Yes, a blockbuster game has to do well with males in order to do well overall. And as Nintendo’s demographics show, male tastes span a wide range.
I think what the Gamergaters and the PC Brigade both forgot was that most people just wanted to play games that were good, regardless of the politics. Veilguard and Concord were both openly progressive, but more importantly, both weren’t very good.
‘Vice’ is now tagged as the stereotypical example of ‘go woke, go broke’ but its story is a bit more nuanced than that.
It occasionally surfaces as part of a collection of almost-dead 90s outlets eg, ‘The Onion’, George Takei’s media feed and so on, to operate in sync as one of the last repositories of ol’ fashioned woke tut-tuttery & finger-wagging.
The Lin Manuel Miranda thing on ‘The Warriors’ sounds truly awful. Where can one see it?
Gaming is in a bit of a crisis because it is transmutating into something which closer resembles TV. I think streaming has a lot to do with this as well as cut budgets.
If there are far less blockbuster or even mid-budget titles around for the console (compared to the Xbox and PS2/3 heyday) then the reason is that games prefer to watch and participate in endless replays of their favourite games, propped up by Twitch, YouTube, the hitless stars and pretty girls who stream them.
Melonie Mac and co may go on about the woke culture war and although that too is entertainment for X, the studios have deeper problems because most gamers can no longer reach into their pocket for at least $100 a month or every couple of weeks for a new product.
The scale of budgets has grown since the PS2 days, and so has the overall games market. It’s still growing.
But every healthy competitive market has products and companies that fail. Sometimes expectations grow faster than the market. Some were overly optimistic and had to adjust their expectations. A necessary adjustment, but far from a big crisis.
Lin Manuel Who? Lin Manuel What?
If anyone isn’t familiar with the nuances of Gamergate 2.0 or Warhorse’s relevance to it, this article won’t help much. It’s very misleading.
Here are the issues.
Vávra headed up an independent studio (Warhorse) for Kingdom Come Deliverance, and held his ground when the progressive blue haired types started yelling and demanding representation in medieval European society. For that he was celebrated and the game was a massive success, mainly because it was brilliant.
Vávra has reflected in interview on the decision not to allow the player to customise the main protagonist (Henry) and commented that this is Henry’s story, and not a chance for the player to self insert. Henry holds views and attitudes consistent with a character of that period and is NOT gay in the first game.
Owing to the success of Kingdom Come, Warhorse Studios were purchased by Austrian venture capitalists (Koch, no relation to Koch Brothers) who promised to be hands-off owners.
Vávra releases Kingdom Come Deliverance to generally excellent reviews and high sales.
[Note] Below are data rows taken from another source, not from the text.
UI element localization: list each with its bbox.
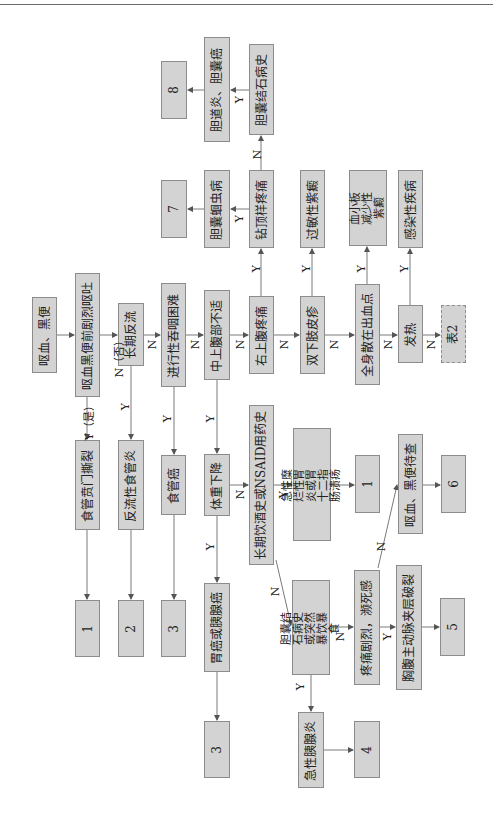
node-diagnosis-gastric-pancreatic-cancer: 胃癌或胰腺癌 — [204, 583, 230, 672]
node-question-weight-loss: 体重下降 — [204, 454, 230, 516]
edge-label-yes: Y — [381, 633, 394, 640]
node-label: 长期饮酒史或NSAID用药史 — [255, 410, 268, 560]
node-label: 发热 — [404, 322, 417, 346]
node-label: 中上腹部不适 — [211, 299, 224, 371]
node-reference-table-2[interactable]: 表2 — [441, 305, 466, 363]
node-diagnosis-gastritis-ulcer: 急性糜烂性胃炎或胃十二指肠溃疡 — [293, 428, 331, 541]
node-diagnosis-infectious-disease: 感染性疾病 — [398, 170, 423, 248]
edge-label-no: N — [234, 490, 247, 500]
node-label: 长期反流 — [125, 311, 138, 359]
node-diagnosis-allergic-purpura: 过敏性紫癜 — [300, 170, 325, 248]
edge-label-no: N — [425, 340, 438, 350]
node-result-7: 7 — [161, 180, 187, 238]
node-label: 8 — [167, 86, 181, 94]
edge-label-no: N — [278, 340, 291, 350]
node-question-drilling-pain: 钻顶样疼痛 — [249, 170, 274, 248]
node-result-1b: 1 — [355, 455, 380, 513]
node-diagnosis-cholangitis: 胆道炎、胆囊癌 — [204, 37, 230, 142]
node-label: 1 — [80, 625, 94, 633]
edge-label-yes: Y — [277, 491, 290, 498]
node-label: 全身散在出血点 — [361, 293, 374, 377]
node-label: 钻顶样疼痛 — [255, 179, 268, 239]
edge-label-no: N — [234, 340, 247, 350]
edge-label-yes: Y — [204, 415, 217, 422]
edge-label-yes: Y — [161, 415, 174, 422]
node-diagnosis-mallory-weiss: 食管贲门撕裂 — [75, 440, 100, 530]
node-diagnosis-acute-pancreatitis: 急性胰腺炎 — [298, 712, 324, 788]
node-label: 1 — [360, 480, 374, 488]
node-label: 胆囊蛔虫病 — [211, 179, 224, 239]
node-diagnosis-reflux-esophagitis: 反流性食管炎 — [118, 440, 144, 530]
node-label: 食管贲门撕裂 — [81, 449, 94, 521]
edge-label-yes: Y — [204, 543, 217, 550]
edge-label-yes: Y — [233, 96, 246, 103]
node-label: 体重下降 — [211, 461, 224, 509]
node-label: 呕血、黑便 — [38, 305, 51, 365]
node-question-fever: 发热 — [398, 305, 423, 363]
node-label: 3 — [166, 625, 180, 633]
edge-label-yes: Y — [250, 265, 263, 272]
node-result-1a: 1 — [75, 600, 100, 657]
node-label: 胃癌或胰腺癌 — [211, 592, 224, 664]
node-label: 胆囊结石病史或突然暴饮暴食 — [281, 610, 341, 646]
edge-label-no: N — [382, 340, 395, 350]
edge-label-no: N — [251, 150, 264, 160]
edge-label-no: N — [334, 632, 347, 642]
edge-label-yes: Y — [300, 265, 313, 272]
node-question-petechiae: 全身散在出血点 — [355, 284, 380, 385]
node-label: 7 — [167, 205, 181, 213]
node-label: 右上腹疼痛 — [255, 305, 268, 365]
node-question-gallstone-or-binge: 胆囊结石病史或突然暴饮暴食 — [292, 580, 330, 675]
node-result-6: 6 — [441, 455, 466, 513]
edge-label-yes: Y — [233, 215, 246, 222]
edge-label-yes: Y — [355, 265, 368, 272]
node-label: 胆囊结石病史 — [255, 54, 268, 126]
node-result-3b: 3 — [204, 721, 230, 778]
node-label: 疼痛剧烈，濒死感 — [361, 580, 374, 676]
edge-label-yes: Y — [119, 403, 132, 410]
node-label: 胸腹主动脉夹层破裂 — [403, 574, 416, 682]
node-question-dysphagia: 进行性吞咽困难 — [161, 283, 186, 387]
node-label: 血小板减少性紫癜 — [350, 190, 386, 226]
node-label: 胆道炎、胆囊癌 — [211, 48, 224, 132]
node-label: 急性糜烂性胃炎或胃十二指肠溃疡 — [282, 467, 342, 503]
node-result-5: 5 — [440, 598, 465, 656]
node-question-epigastric-discomfort: 中上腹部不适 — [204, 290, 230, 380]
node-diagnosis-biliary-ascariasis: 胆囊蛔虫病 — [204, 170, 230, 248]
node-diagnosis-pending: 呕血、黑便待查 — [398, 434, 423, 534]
edge-label-yes-full: Y（是） — [80, 400, 96, 440]
node-label: 2 — [124, 625, 138, 633]
node-label: 感染性疾病 — [404, 179, 417, 239]
node-label: 呕血黑便前剧烈呕吐 — [81, 281, 94, 389]
node-result-8: 8 — [161, 61, 187, 119]
node-label: 反流性食管炎 — [125, 449, 138, 521]
node-question-alcohol-nsaid: 长期饮酒史或NSAID用药史 — [249, 405, 274, 565]
node-label: 急性胰腺炎 — [305, 720, 318, 780]
node-start-hematemesis-melena: 呕血、黑便 — [32, 297, 57, 373]
node-label: 食管癌 — [167, 467, 180, 503]
node-label: 双下肢皮疹 — [306, 305, 319, 365]
connector-lines — [0, 0, 493, 827]
node-question-severe-pain: 疼痛剧烈，濒死感 — [354, 570, 380, 685]
node-label: 呕血、黑便待查 — [404, 442, 417, 526]
edge-label-no: N — [375, 542, 388, 552]
node-label: 6 — [446, 480, 460, 488]
edge-label-no: N — [269, 587, 282, 597]
edge-label-yes: Y — [294, 683, 307, 690]
edge-label-yes: Y — [398, 265, 411, 272]
node-question-leg-rash: 双下肢皮疹 — [300, 296, 325, 374]
node-diagnosis-thrombocytopenic-purpura: 血小板减少性紫癜 — [349, 170, 387, 246]
node-result-3a: 3 — [161, 600, 186, 657]
edge-label-no: N — [328, 340, 341, 350]
node-label: 表2 — [447, 324, 460, 344]
node-label: 5 — [445, 623, 459, 631]
edge-label-no: N — [146, 340, 159, 350]
node-question-severe-vomiting: 呕血黑便前剧烈呕吐 — [75, 273, 100, 397]
node-diagnosis-esophageal-cancer: 食管癌 — [161, 455, 186, 515]
node-diagnosis-aortic-dissection: 胸腹主动脉夹层破裂 — [396, 565, 422, 690]
node-result-4: 4 — [354, 721, 380, 778]
node-label: 过敏性紫癜 — [306, 179, 319, 239]
node-label: 4 — [360, 746, 374, 754]
edge-label-no: N — [189, 340, 202, 350]
node-label: 3 — [210, 746, 224, 754]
Some people are annoyed by the fact that Henry now appears to be bisexual. One of Koch stakeholders confirms in an interview that they demanded the changes to “appeal to a younger audience”. Long term fans of the series call out Vávra for his hypocrisy.
That’s it. The game is still excellent and has sold really well. Vávra really isn’t under attack, and gamers have much bigger and easier targets to go after.
> What sparked it all was a laughably low-stakes morass involving the ex-boyfriend of a game developer who posted an angry rant about their relationship online
It want about that, it was about evidence coming out that games journalism was horribly corrupt, had no ounce of integrity and was being played by massive studios to disenfranchise who were seeking to root out opposition to the massive bloated shambling abominations they were calling games.